Kenyan university attacker identified as official’s son

Interior ministry says gunman involved in slaughter of 148 people in Garissa was government official’s son.

Red Cross staff console a woman after she viewed the body of a relative killed in Thursday''s attack on a university, at Chiromo funeral home, Nairobi, Kenya, Sunday, April 5, 2015. Al-Shabab gunmen ra
Thursday's attack was the country's worst since the 1998 bombing of the US embassy in Nairobi [Reuters]

Kenya’s interior ministry has identified one of the al-Shabab gunmen who massacred students at a northeastern university as the son of a Kenyan government official.

Mwenda Njoka, an interior ministry spokesman, said Abdirahim Abdullahi was among four gunmen who attacked the Garissa University College campus on Thursday, killing 148 people.

“The father had reported to security agents that his son had disappeared from home … and was helping the police try to trace his son by the time the Garissa terror attack happened,” Njoka told the Reuters news agency in a text message.

The Kenya Today website identified Abdullahi as the son of Abdullahi Daqara, the Chief of Bulla Jamhuri in Mandera county. It described Abdullahi as a former gifted law graduate who had studied at the University of Nairobi.

‘Delayed’ response

As Kenya began three days of national mourning and dedicated Easter prayer services to the victims of the attack, reports emerged that Kenyan special forces were not deployed to the site of the attack, near the border with Somalia, for at least seven hours.


RELATED: Why al-Shabab has gained foothold in Kenya


Kenya’s major Nation newspaper said it took until just before 2pm for the main response team to reach the scene, despite alarm bells going off in Nairobi as soon as the first reports of the pre-dawn attack emerged.

Garissa residents say Kenya forces could have done more

The Nation said that the first plane to the city carried the interior minister and police chief. Some journalists based in Nairobi who drove the 365km to Garissa after hearing the first reports of the attack arrived before the special forces, who came by air, the newspaper reported.

But Amina Mohamed, Kenya’s foreign minister, defended the response, telling the AFP news agency that “fighting terrorism… is like being a goalkeeper. You have 100 saves, and nobody remembers them. They remember that one that went past you.”

Interior ministry spokesman Mwenda Njoka also dismissed the criticism. “If you look at how we responded it was not bad at all, say, compared to Westgate,” he told the Nation.

Meanwhile, the families of the victims began the grim task of identifying their bodies.


RELATED: Garissa: What has changed since Westgate?


Al Jazeera’s Malcolm Webb said relatives were emerging from a morgue in the capital Nairobi, where dozens of bodies had been brought, “in a state of shock”.

After besieging the university, the al-Shabab gunmen lined up non-Muslim students before executing them in the armed group’s bloodiest attack to date.

The attack claimed the lives of 142 students, three police officers and three soldiers.

‘Mindless slaughter’

President Uhuru Kenyatta on Saturday  pledged that the attackers  would face justice for the “mindless slaughter” and vowed to retaliate for the killings in the “severest way”.

Five men have been arrested in connection with the attack. 

Al Jazeera’s Catherine Wambua-Soi, reporting from Garissa, described the president’s statement as hard-worded and tough. 

“He said that many of the funders, organisers and recruiters for al-Shabab are in Kenya and are Kenyans,” she said.

Across Kenya, where 80 percent of the population is Christian, Easter ceremonies were being held in memory of the students and security personnel killed, with flags flying at half-mast.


List, from the lines below, each one with "Output" in it.

Content starts

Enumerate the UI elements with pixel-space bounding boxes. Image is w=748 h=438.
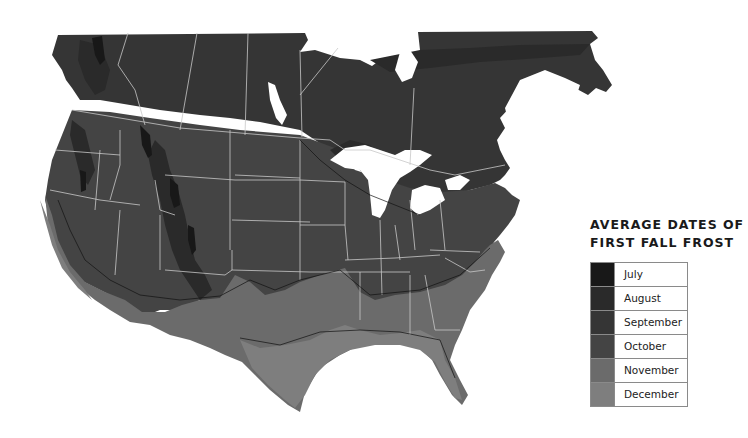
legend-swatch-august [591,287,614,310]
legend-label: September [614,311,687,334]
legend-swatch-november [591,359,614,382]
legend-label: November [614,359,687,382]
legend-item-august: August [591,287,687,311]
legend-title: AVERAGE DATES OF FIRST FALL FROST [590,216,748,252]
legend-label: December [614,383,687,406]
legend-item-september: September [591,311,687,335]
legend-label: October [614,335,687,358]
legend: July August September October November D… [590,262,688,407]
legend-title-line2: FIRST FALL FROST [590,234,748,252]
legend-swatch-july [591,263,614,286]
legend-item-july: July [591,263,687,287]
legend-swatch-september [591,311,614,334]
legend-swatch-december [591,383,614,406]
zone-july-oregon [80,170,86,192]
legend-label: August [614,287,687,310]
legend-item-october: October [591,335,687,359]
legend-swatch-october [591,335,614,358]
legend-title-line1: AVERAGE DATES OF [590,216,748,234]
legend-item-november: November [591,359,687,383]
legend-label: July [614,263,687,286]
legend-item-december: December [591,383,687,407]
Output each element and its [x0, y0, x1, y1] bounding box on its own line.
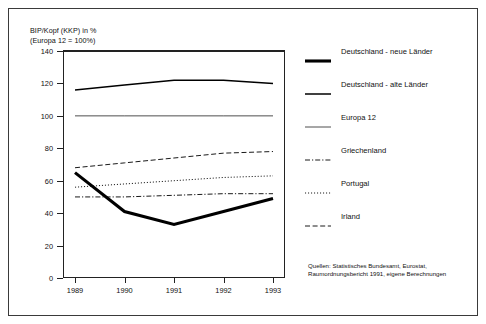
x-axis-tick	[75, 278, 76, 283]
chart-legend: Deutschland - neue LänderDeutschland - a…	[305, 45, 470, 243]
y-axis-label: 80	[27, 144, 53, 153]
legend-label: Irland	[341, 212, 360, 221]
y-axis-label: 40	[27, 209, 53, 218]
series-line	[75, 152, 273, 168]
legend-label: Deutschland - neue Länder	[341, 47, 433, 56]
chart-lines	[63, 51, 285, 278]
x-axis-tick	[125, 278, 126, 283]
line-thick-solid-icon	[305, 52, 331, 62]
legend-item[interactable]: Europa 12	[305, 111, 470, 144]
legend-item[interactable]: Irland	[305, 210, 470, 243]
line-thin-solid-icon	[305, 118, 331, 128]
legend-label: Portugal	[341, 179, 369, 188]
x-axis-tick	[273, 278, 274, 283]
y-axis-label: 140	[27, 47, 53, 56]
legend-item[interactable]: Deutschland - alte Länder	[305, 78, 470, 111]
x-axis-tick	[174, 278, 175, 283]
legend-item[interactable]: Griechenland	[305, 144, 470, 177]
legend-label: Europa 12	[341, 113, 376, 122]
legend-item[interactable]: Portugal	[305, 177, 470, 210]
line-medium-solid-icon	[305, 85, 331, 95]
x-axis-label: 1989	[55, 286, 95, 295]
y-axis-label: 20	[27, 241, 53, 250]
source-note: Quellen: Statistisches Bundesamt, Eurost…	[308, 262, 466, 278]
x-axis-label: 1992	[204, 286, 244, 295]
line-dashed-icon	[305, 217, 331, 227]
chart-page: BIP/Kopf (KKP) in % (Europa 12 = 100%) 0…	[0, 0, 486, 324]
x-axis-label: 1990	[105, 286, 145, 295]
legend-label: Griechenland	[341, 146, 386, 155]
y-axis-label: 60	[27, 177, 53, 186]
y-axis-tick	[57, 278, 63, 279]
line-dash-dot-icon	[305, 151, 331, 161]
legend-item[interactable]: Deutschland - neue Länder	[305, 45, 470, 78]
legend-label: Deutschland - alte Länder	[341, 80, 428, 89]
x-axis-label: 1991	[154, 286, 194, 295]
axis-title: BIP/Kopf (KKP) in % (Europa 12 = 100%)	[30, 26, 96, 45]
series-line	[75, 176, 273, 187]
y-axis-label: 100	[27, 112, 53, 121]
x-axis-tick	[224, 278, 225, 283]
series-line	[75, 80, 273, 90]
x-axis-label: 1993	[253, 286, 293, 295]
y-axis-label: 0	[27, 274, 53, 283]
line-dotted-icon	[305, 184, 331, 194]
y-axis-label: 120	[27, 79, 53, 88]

Content ends
Content starts

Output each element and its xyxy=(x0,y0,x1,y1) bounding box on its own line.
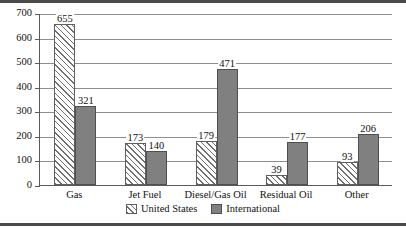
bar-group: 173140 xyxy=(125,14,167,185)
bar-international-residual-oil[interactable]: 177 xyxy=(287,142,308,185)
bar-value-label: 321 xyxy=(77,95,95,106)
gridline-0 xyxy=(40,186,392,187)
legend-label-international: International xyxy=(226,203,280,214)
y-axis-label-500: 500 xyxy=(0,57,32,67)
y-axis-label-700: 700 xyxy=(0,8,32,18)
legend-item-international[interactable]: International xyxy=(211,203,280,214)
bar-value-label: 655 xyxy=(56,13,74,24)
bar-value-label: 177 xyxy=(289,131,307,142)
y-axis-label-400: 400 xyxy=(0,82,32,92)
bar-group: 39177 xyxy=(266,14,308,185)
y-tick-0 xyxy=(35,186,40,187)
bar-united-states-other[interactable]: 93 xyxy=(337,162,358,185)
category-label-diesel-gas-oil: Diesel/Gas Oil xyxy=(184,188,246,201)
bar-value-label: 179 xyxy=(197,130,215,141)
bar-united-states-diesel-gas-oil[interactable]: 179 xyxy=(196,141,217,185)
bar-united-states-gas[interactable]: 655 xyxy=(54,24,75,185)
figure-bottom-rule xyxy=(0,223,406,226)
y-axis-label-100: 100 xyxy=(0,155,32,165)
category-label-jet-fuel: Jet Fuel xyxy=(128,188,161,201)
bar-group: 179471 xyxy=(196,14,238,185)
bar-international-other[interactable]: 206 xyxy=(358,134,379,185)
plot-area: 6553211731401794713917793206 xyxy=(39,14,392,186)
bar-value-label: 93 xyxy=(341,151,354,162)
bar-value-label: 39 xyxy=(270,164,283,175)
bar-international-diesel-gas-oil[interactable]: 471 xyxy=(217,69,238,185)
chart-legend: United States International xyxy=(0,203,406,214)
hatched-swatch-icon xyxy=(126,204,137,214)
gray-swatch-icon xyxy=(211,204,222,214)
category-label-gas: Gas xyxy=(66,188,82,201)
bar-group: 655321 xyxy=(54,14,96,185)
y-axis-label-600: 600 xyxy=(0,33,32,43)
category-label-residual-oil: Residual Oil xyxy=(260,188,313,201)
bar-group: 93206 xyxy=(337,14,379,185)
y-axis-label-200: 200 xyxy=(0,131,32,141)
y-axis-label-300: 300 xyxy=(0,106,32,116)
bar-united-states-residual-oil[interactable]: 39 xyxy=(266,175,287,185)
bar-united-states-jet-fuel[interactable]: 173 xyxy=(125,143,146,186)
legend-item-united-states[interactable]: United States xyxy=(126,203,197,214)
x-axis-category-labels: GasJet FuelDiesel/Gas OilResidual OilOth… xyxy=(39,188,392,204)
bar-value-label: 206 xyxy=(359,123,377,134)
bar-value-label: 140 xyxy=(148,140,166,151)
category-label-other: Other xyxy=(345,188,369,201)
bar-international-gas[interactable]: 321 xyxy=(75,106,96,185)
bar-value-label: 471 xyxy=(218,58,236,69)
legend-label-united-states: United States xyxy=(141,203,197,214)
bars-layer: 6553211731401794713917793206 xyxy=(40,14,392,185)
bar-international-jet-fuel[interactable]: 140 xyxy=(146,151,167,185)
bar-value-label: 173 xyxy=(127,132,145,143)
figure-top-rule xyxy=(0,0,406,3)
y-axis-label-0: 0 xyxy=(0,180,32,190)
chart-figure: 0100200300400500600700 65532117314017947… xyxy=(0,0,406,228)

Content ends

## Solution for this task:
Output each element and its [x0, y0, x1, y1] bounding box on its own line.
Output each element and its xyxy=(x0,y0,x1,y1) bounding box on its own line.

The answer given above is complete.